A Call for True Religious Inclusivity at JBS

A Call for True Religious Inclusivity at JBS

Gabe Fleisher, Executive Editor-in-Chief

Since its inception, John Burroughs School has always been a non-religious institution. “Burroughs was founded,” the school’s website reads, “by a group of parents, Christians and Jews, who wanted an independent, non-sectarian school.”

And for the most part, from my perspective, the school has done an admirable job of upholding that secular tradition passed down from its founders, except for one glaring exception each year.

As a Jew growing up in 21st-century America, I have been lucky to experience relatively few episodes of religious discrimination in my lifetime. While Christians are generally the majority in most spaces I inhabit — and references to Christian holidays are ubiquitous in our culture — rarely have I been actively made out to feel as “other” because of my differing belief system.

But surely one such time was having to choose in Middle School choir classes whether to sing about Christmas and Jesus Christ — a holiday and religious figure to which I feel no connection — as part of the annual JBS “Holiday Program,” or sit in the hallway as my classmates watched me, the lone dissenting Jew in the class, through an open door.

By the time I entered Burroughs as a seventh grader, the school had already rebranded the “Christmas Pageant” as the “Holiday Program” and made changes to ensure that participation would be optional, not required, for students. But mere months after I started at JBS, having just arrived at the school knowing almost no one, the experience of removing myself from class each day, sitting quietly at a table in the hallway, solely because of my religion was incredibly uncomfortable.

I was told by a teacher at the time to treat it as a “learning experience.” But why should I, already in a religious minority, have to learn about Christmas — a holiday you can’t grow up in America without being reminded of each winter — but my peers didn’t have to learn at all about Hanukkah or any other faith traditions?

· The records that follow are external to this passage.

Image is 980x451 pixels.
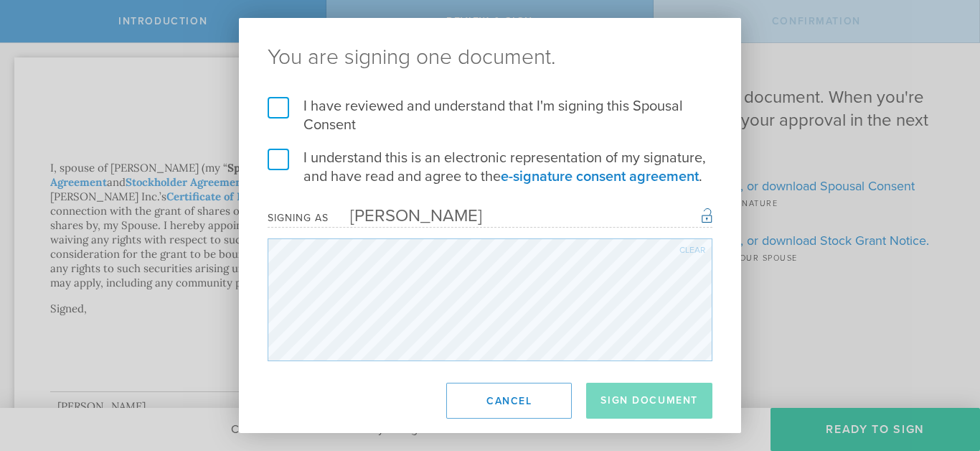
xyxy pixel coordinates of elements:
[446,383,571,418] button: Cancel
[586,383,712,418] button: Sign Document
[268,149,712,186] label: I understand this is an electronic representation of my signature, and have read and agree to the .
[501,168,699,185] a: e-signature consent agreement
[268,212,329,224] div: Signing as
[268,97,712,134] label: I have reviewed and understand that I'm signing this Spousal Consent
[329,206,482,226] div: [PERSON_NAME]
[268,46,712,68] ng-pluralize: You are signing one document.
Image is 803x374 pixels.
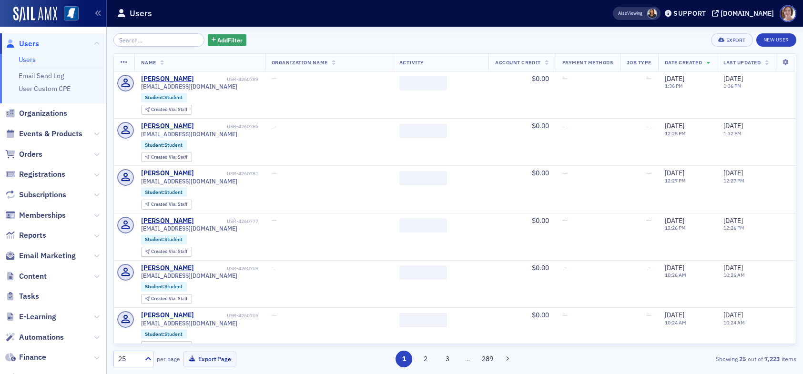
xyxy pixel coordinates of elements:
span: Name [141,59,156,66]
a: [PERSON_NAME] [141,264,194,273]
time: 12:26 PM [665,225,686,231]
div: 25 [118,354,139,364]
span: … [461,355,474,363]
span: — [272,74,277,83]
time: 10:26 AM [724,272,745,278]
span: Noma Burge [648,9,658,19]
span: Viewing [618,10,643,17]
div: USR-4260705 [196,313,258,319]
span: Profile [780,5,797,22]
div: Student: [141,187,187,197]
span: [DATE] [724,311,743,319]
div: Created Via: Staff [141,341,192,351]
span: Job Type [627,59,652,66]
span: Subscriptions [19,190,66,200]
span: Created Via : [151,343,178,350]
span: — [563,74,568,83]
span: Created Via : [151,154,178,160]
div: Support [674,9,707,18]
span: $0.00 [532,74,549,83]
span: — [647,216,652,225]
span: Student : [145,283,165,290]
button: AddFilter [208,34,247,46]
a: Events & Products [5,129,82,139]
span: Date Created [665,59,702,66]
div: Staff [151,297,187,302]
time: 10:24 AM [665,319,687,326]
span: [EMAIL_ADDRESS][DOMAIN_NAME] [141,225,237,232]
div: Student: [141,235,187,245]
button: 1 [396,351,412,368]
span: Add Filter [217,36,243,44]
span: — [563,122,568,130]
div: USR-4260777 [196,218,258,225]
a: Users [5,39,39,49]
img: SailAMX [13,7,57,22]
span: [DATE] [724,216,743,225]
span: Created Via : [151,106,178,113]
span: [DATE] [665,169,685,177]
div: Created Via: Staff [141,247,192,257]
span: Orders [19,149,42,160]
span: [EMAIL_ADDRESS][DOMAIN_NAME] [141,83,237,90]
time: 1:32 PM [724,130,742,137]
span: — [647,311,652,319]
button: [DOMAIN_NAME] [712,10,778,17]
div: Also [618,10,628,16]
span: ‌ [400,171,447,185]
div: Created Via: Staff [141,105,192,115]
div: Student: [141,329,187,339]
div: Student: [141,93,187,103]
time: 1:36 PM [665,82,683,89]
span: Reports [19,230,46,241]
div: Student: [141,282,187,292]
a: Users [19,55,36,64]
time: 10:26 AM [665,272,687,278]
span: — [563,264,568,272]
a: Student:Student [145,237,183,243]
span: Organizations [19,108,67,119]
label: per page [157,355,180,363]
div: Staff [151,249,187,255]
span: — [272,264,277,272]
span: [DATE] [724,74,743,83]
span: [DATE] [665,264,685,272]
span: [EMAIL_ADDRESS][DOMAIN_NAME] [141,320,237,327]
span: ‌ [400,313,447,328]
button: 3 [439,351,456,368]
span: [DATE] [724,264,743,272]
time: 1:36 PM [724,82,742,89]
span: ‌ [400,266,447,280]
span: ‌ [400,76,447,91]
a: Email Send Log [19,72,64,80]
div: USR-4260781 [196,171,258,177]
a: Content [5,271,47,282]
a: [PERSON_NAME] [141,217,194,226]
div: Created Via: Staff [141,200,192,210]
span: [DATE] [724,122,743,130]
a: View Homepage [57,6,79,22]
span: $0.00 [532,169,549,177]
span: [DATE] [665,122,685,130]
div: USR-4260709 [196,266,258,272]
a: Automations [5,332,64,343]
time: 12:27 PM [665,177,686,184]
span: Content [19,271,47,282]
span: Email Marketing [19,251,76,261]
span: [DATE] [724,169,743,177]
a: Organizations [5,108,67,119]
div: Showing out of items [576,355,797,363]
span: Registrations [19,169,65,180]
span: Events & Products [19,129,82,139]
div: USR-4260785 [196,123,258,130]
div: [PERSON_NAME] [141,169,194,178]
time: 12:27 PM [724,177,745,184]
span: [EMAIL_ADDRESS][DOMAIN_NAME] [141,178,237,185]
a: Student:Student [145,142,183,148]
div: Staff [151,202,187,207]
a: Student:Student [145,94,183,101]
span: [DATE] [665,311,685,319]
time: 12:28 PM [665,130,686,137]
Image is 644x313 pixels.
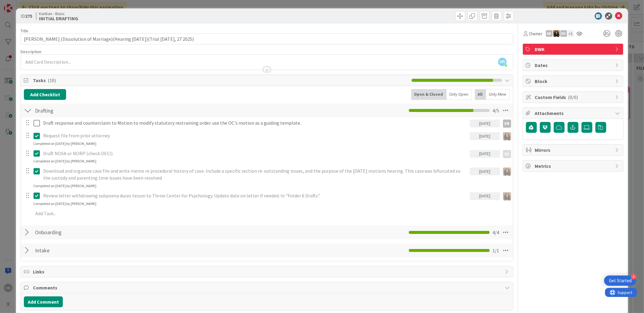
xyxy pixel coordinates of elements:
[33,284,502,291] span: Comments
[535,46,612,53] span: DWK
[470,150,500,158] div: [DATE]
[493,247,499,254] span: 1 / 1
[48,77,56,83] span: ( 10 )
[24,89,66,100] button: Add Checklist
[447,89,472,100] div: Only Open
[33,183,96,189] div: Completed on [DATE] by [PERSON_NAME]
[43,167,467,181] p: Download and organize case file and write memo re procedural history of case. Include a specific ...
[43,192,467,200] p: Review letter withdrawing subpoena duces tecum to Thrive Center for Psychology. Update date on le...
[535,110,612,117] span: Attachments
[43,150,467,157] p: Draft NOSA or NORP (check OECI)
[470,167,500,176] div: [DATE]
[21,28,28,34] label: Title
[568,94,578,100] span: ( 0/0 )
[535,163,612,170] span: Metrics
[43,132,467,139] p: Request file from prior attorney
[535,147,612,154] span: Mirrors
[21,12,32,20] span: ID
[470,132,500,140] div: [DATE]
[535,78,612,85] span: Block
[493,107,499,114] span: 4 / 5
[33,105,169,116] input: Add Checklist...
[33,77,408,84] span: Tasks
[503,120,511,128] div: VR
[12,1,27,8] span: Support
[535,94,612,101] span: Custom Fields
[503,167,511,176] img: KS
[470,192,500,200] div: [DATE]
[568,30,575,37] div: + 1
[33,141,96,147] div: Completed on [DATE] by [PERSON_NAME]
[25,13,32,19] b: 275
[535,62,612,69] span: Dates
[546,30,553,37] div: AN
[503,150,511,158] div: EH
[39,16,78,21] b: INITIAL DRAFTING
[498,58,507,66] span: VR
[24,296,63,307] button: Add Comment
[33,227,169,238] input: Add Checklist...
[475,89,486,100] div: All
[21,34,513,45] input: type card name here...
[33,201,96,207] div: Completed on [DATE] by [PERSON_NAME]
[529,30,543,37] span: Owner
[43,120,467,126] p: Draft response and counterclaim to Motion to modify statutory restraining order. use the OC's mot...
[493,229,499,236] span: 4 / 4
[561,30,567,37] div: EH
[631,274,637,280] div: 4
[39,11,78,16] span: Kanban - Basic
[553,30,560,37] img: KS
[503,132,511,140] img: KS
[33,159,96,164] div: Completed on [DATE] by [PERSON_NAME]
[604,276,637,286] div: Open Get Started checklist, remaining modules: 4
[486,89,510,100] div: Only Mine
[21,49,41,54] span: Description
[503,192,511,201] img: KS
[470,120,500,127] div: [DATE]
[33,268,502,276] span: Links
[609,278,632,284] div: Get Started
[411,89,447,100] div: Open & Closed
[33,245,169,256] input: Add Checklist...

That non-Christian students must make the choice of removing themselves from a class at all (which they must take for a music credit) is simply incompatible with Burroughs’s claims to be religiously accepting. Last year, for the first time, I went to see the “Holiday Program” for myself. I remember wondering to myself as I took my seat if I would feel silly after leaving: if after years of complaining about the event, I would actually not be offended by it at all, having been promised by countless faculty members and students that it had been entirely de-Christianized. Instead, I felt just as angry as I had been sitting alone in the hallway during Choir classes.

At least nine songs out of the 16 songs performed had explicit references to God, Jesus Christ, or Christmas, in addition to a Bible reading and a Tableau scene that was obviously a thinly-veiled portrayal of the Nativity scene. The other, not explicitly Christian songs made no mention of the other holidays that take place at the same time, which many Burroughs students observe.

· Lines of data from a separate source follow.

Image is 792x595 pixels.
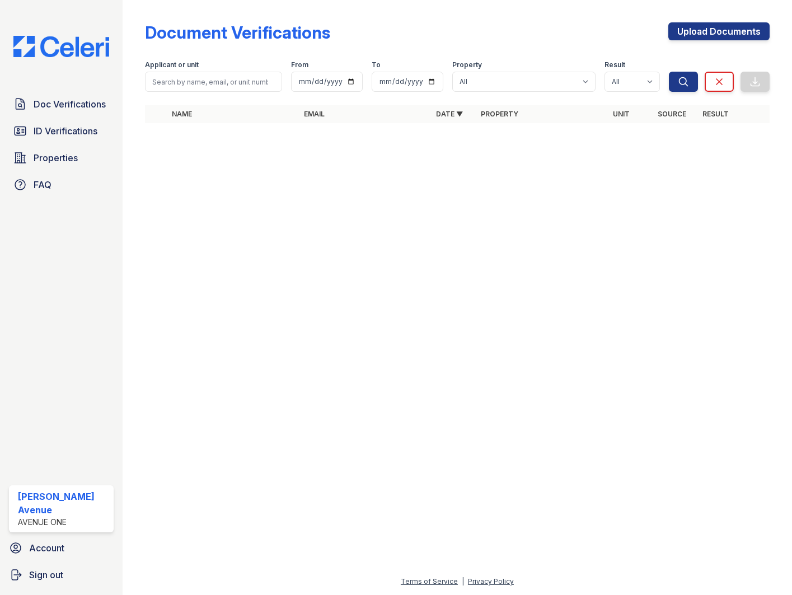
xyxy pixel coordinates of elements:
span: FAQ [34,178,51,191]
span: ID Verifications [34,124,97,138]
a: Source [658,110,686,118]
span: Account [29,541,64,555]
div: | [462,577,464,586]
a: ID Verifications [9,120,114,142]
a: Sign out [4,564,118,586]
img: CE_Logo_Blue-a8612792a0a2168367f1c8372b55b34899dd931a85d93a1a3d3e32e68fde9ad4.png [4,36,118,57]
span: Properties [34,151,78,165]
a: Result [702,110,729,118]
a: Upload Documents [668,22,770,40]
span: Sign out [29,568,63,582]
a: Date ▼ [436,110,463,118]
a: Account [4,537,118,559]
a: Privacy Policy [468,577,514,586]
a: Name [172,110,192,118]
a: FAQ [9,174,114,196]
div: [PERSON_NAME] Avenue [18,490,109,517]
a: Email [304,110,325,118]
a: Unit [613,110,630,118]
span: Doc Verifications [34,97,106,111]
label: To [372,60,381,69]
label: Result [605,60,625,69]
label: From [291,60,308,69]
div: Document Verifications [145,22,330,43]
label: Applicant or unit [145,60,199,69]
a: Terms of Service [401,577,458,586]
a: Property [481,110,518,118]
input: Search by name, email, or unit number [145,72,282,92]
a: Properties [9,147,114,169]
a: Doc Verifications [9,93,114,115]
div: Avenue One [18,517,109,528]
label: Property [452,60,482,69]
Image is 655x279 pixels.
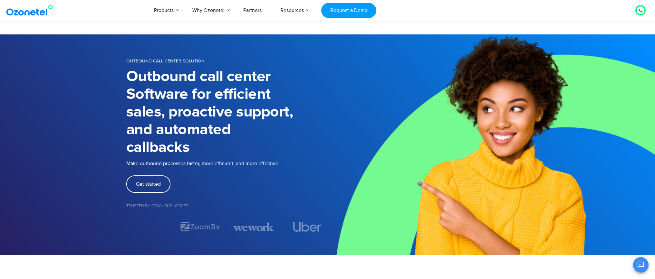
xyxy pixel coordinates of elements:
p: Make outbound processes faster, more efficient, and more effective. [126,160,328,168]
button: Open chat [633,257,649,273]
a: Get started [126,176,170,193]
img: zoomrx [180,221,220,233]
div: 1 / 7 [126,223,167,231]
div: 4 / 7 [287,222,327,232]
img: uber [293,222,321,232]
h1: Outbound call center Software for efficient sales, proactive support, and automated callbacks [126,68,328,157]
div: 2 / 7 [180,221,220,233]
h5: Trusted by 2500+ Businesses [126,204,328,208]
span: Get started [136,182,161,187]
img: wework [233,221,274,233]
span: OUTBOUND CALL CENTER SOLUTION [126,58,205,64]
div: 3 / 7 [233,221,274,233]
a: Request a Demo [321,3,376,18]
div: Image Carousel [126,221,328,233]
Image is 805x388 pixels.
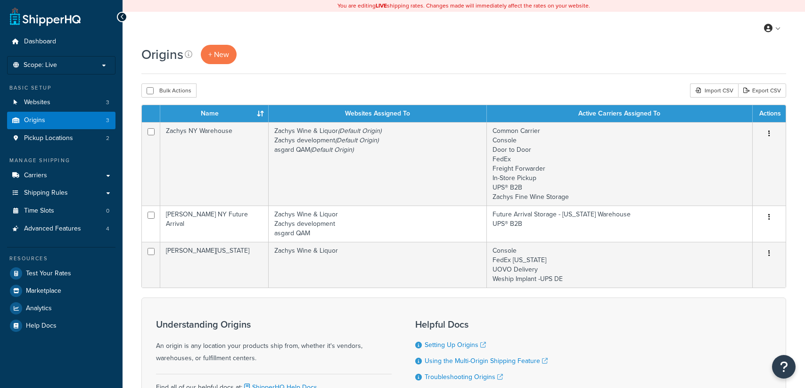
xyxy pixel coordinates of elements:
span: Websites [24,99,50,107]
a: Setting Up Origins [425,340,486,350]
i: (Default Origin) [310,145,353,155]
h3: Helpful Docs [415,319,563,329]
li: Advanced Features [7,220,115,238]
span: Dashboard [24,38,56,46]
div: Resources [7,255,115,263]
span: Test Your Rates [26,270,71,278]
th: Name : activate to sort column ascending [160,105,269,122]
span: Scope: Live [24,61,57,69]
span: 4 [106,225,109,233]
li: Pickup Locations [7,130,115,147]
span: 3 [106,116,109,124]
div: Basic Setup [7,84,115,92]
span: 3 [106,99,109,107]
div: Import CSV [690,83,738,98]
a: Time Slots 0 [7,202,115,220]
a: Test Your Rates [7,265,115,282]
span: Help Docs [26,322,57,330]
span: Pickup Locations [24,134,73,142]
td: [PERSON_NAME][US_STATE] [160,242,269,287]
i: (Default Origin) [335,135,378,145]
span: Marketplace [26,287,61,295]
span: Origins [24,116,45,124]
a: Export CSV [738,83,786,98]
span: Carriers [24,172,47,180]
a: Advanced Features 4 [7,220,115,238]
a: ShipperHQ Home [10,7,81,26]
a: Origins 3 [7,112,115,129]
a: Analytics [7,300,115,317]
button: Open Resource Center [772,355,796,378]
h3: Understanding Origins [156,319,392,329]
td: Zachys Wine & Liquor Zachys development asgard QAM [269,122,487,205]
span: + New [208,49,229,60]
th: Active Carriers Assigned To [487,105,753,122]
b: LIVE [376,1,387,10]
a: Help Docs [7,317,115,334]
span: Time Slots [24,207,54,215]
td: Zachys NY Warehouse [160,122,269,205]
span: Advanced Features [24,225,81,233]
li: Websites [7,94,115,111]
a: Troubleshooting Origins [425,372,503,382]
span: Shipping Rules [24,189,68,197]
div: An origin is any location your products ship from, whether it's vendors, warehouses, or fulfillme... [156,319,392,364]
a: Marketplace [7,282,115,299]
a: Websites 3 [7,94,115,111]
td: Future Arrival Storage - [US_STATE] Warehouse UPS® B2B [487,205,753,242]
td: [PERSON_NAME] NY Future Arrival [160,205,269,242]
td: Console FedEx [US_STATE] UOVO Delivery Weship Implant -UPS DE [487,242,753,287]
span: Analytics [26,304,52,312]
button: Bulk Actions [141,83,197,98]
a: Shipping Rules [7,184,115,202]
a: + New [201,45,237,64]
span: 2 [106,134,109,142]
th: Websites Assigned To [269,105,487,122]
td: Common Carrier Console Door to Door FedEx Freight Forwarder In-Store Pickup UPS® B2B Zachys Fine ... [487,122,753,205]
span: 0 [106,207,109,215]
li: Origins [7,112,115,129]
h1: Origins [141,45,183,64]
a: Using the Multi-Origin Shipping Feature [425,356,548,366]
a: Dashboard [7,33,115,50]
td: Zachys Wine & Liquor [269,242,487,287]
td: Zachys Wine & Liquor Zachys development asgard QAM [269,205,487,242]
th: Actions [753,105,786,122]
i: (Default Origin) [338,126,381,136]
a: Pickup Locations 2 [7,130,115,147]
li: Time Slots [7,202,115,220]
div: Manage Shipping [7,156,115,164]
a: Carriers [7,167,115,184]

Burroughs is a private school, and that gives it great leeway to enforce any religious beliefs it chooses: the separation of church and state that is held as a standard in public schools does not apply here. But, independently of any legal statute, Burroughs has chosen to hold itself to its own non-religious standard, one that it trumpets as a selling point in promotional materials. However, if it is built into the curriculum that months of class time is being used to sing songs about Christianity — without acknowledging any other religious traditions — than that standard is plainly being ignored.  If these songs focus on just one holiday, it is not a “Holiday Program” at all. It is still a Christmas pageant, plain and simple.

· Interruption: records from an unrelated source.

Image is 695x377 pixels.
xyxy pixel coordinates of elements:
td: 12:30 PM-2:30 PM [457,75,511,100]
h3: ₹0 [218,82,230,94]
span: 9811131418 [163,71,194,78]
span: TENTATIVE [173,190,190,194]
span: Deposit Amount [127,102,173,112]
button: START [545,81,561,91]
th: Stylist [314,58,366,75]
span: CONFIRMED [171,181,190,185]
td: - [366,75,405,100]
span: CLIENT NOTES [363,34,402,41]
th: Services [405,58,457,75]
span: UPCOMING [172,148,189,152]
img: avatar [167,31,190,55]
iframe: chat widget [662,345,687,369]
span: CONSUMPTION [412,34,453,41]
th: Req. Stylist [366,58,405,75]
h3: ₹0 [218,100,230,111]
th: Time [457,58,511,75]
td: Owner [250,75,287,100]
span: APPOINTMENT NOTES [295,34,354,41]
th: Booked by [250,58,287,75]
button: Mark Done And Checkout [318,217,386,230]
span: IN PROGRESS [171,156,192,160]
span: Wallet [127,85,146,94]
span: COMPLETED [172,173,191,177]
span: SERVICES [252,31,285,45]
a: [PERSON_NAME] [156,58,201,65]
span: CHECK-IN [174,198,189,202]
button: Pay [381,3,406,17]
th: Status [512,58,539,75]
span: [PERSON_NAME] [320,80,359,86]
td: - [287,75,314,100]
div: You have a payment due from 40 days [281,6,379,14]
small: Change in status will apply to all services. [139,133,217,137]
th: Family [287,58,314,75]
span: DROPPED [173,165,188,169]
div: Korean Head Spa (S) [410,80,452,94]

A member of the Burroughs administration once attempted to assuage my protestations by comparing the concert to a school field trip visiting the Sistine Chapel: its art may be religious in nature, but can’t people of all faiths go and appreciate its beauty? That comparison always nagged at me. To me, the “Holiday Program” is not akin to asking students to visit the Sistine Chapel, but to encouraging them to go and then kneel down in prayer there.

The holidays should be a time when everyone comes together, not when we are painfully reminded of our differences by being banished to a hallway. I am often told when I bring up the “Holiday Program” that “no solution will please everybody.” That may be true. But it seems obvious to me that there are solutions that would live up to Burroughs’ values and not require any students to literally check their faith at the classroom door or feel uncomfortable because of their religion. Practicing for the concert could be an extracurricular activity, so class time isn’t used to prepare for this plainly religious festivity, or songs from other faith traditions could be added.

Or, Burroughs could scrap the concert altogether — parting with tradition, yes — but also holding true to what the school has long claimed to be, a place where people of all beliefs and walks of life can learn together in harmony. If alumni or donors want to come together for an annual concert dedicated to their specific religion, they should look instead to a church or one of the many Christian high schools in the area.

Next holiday season, Burroughs should not just “talk the talk” — or perhaps more appropriately, “sing the song” — of religious acceptance. We should proudly “walk the walk” as well.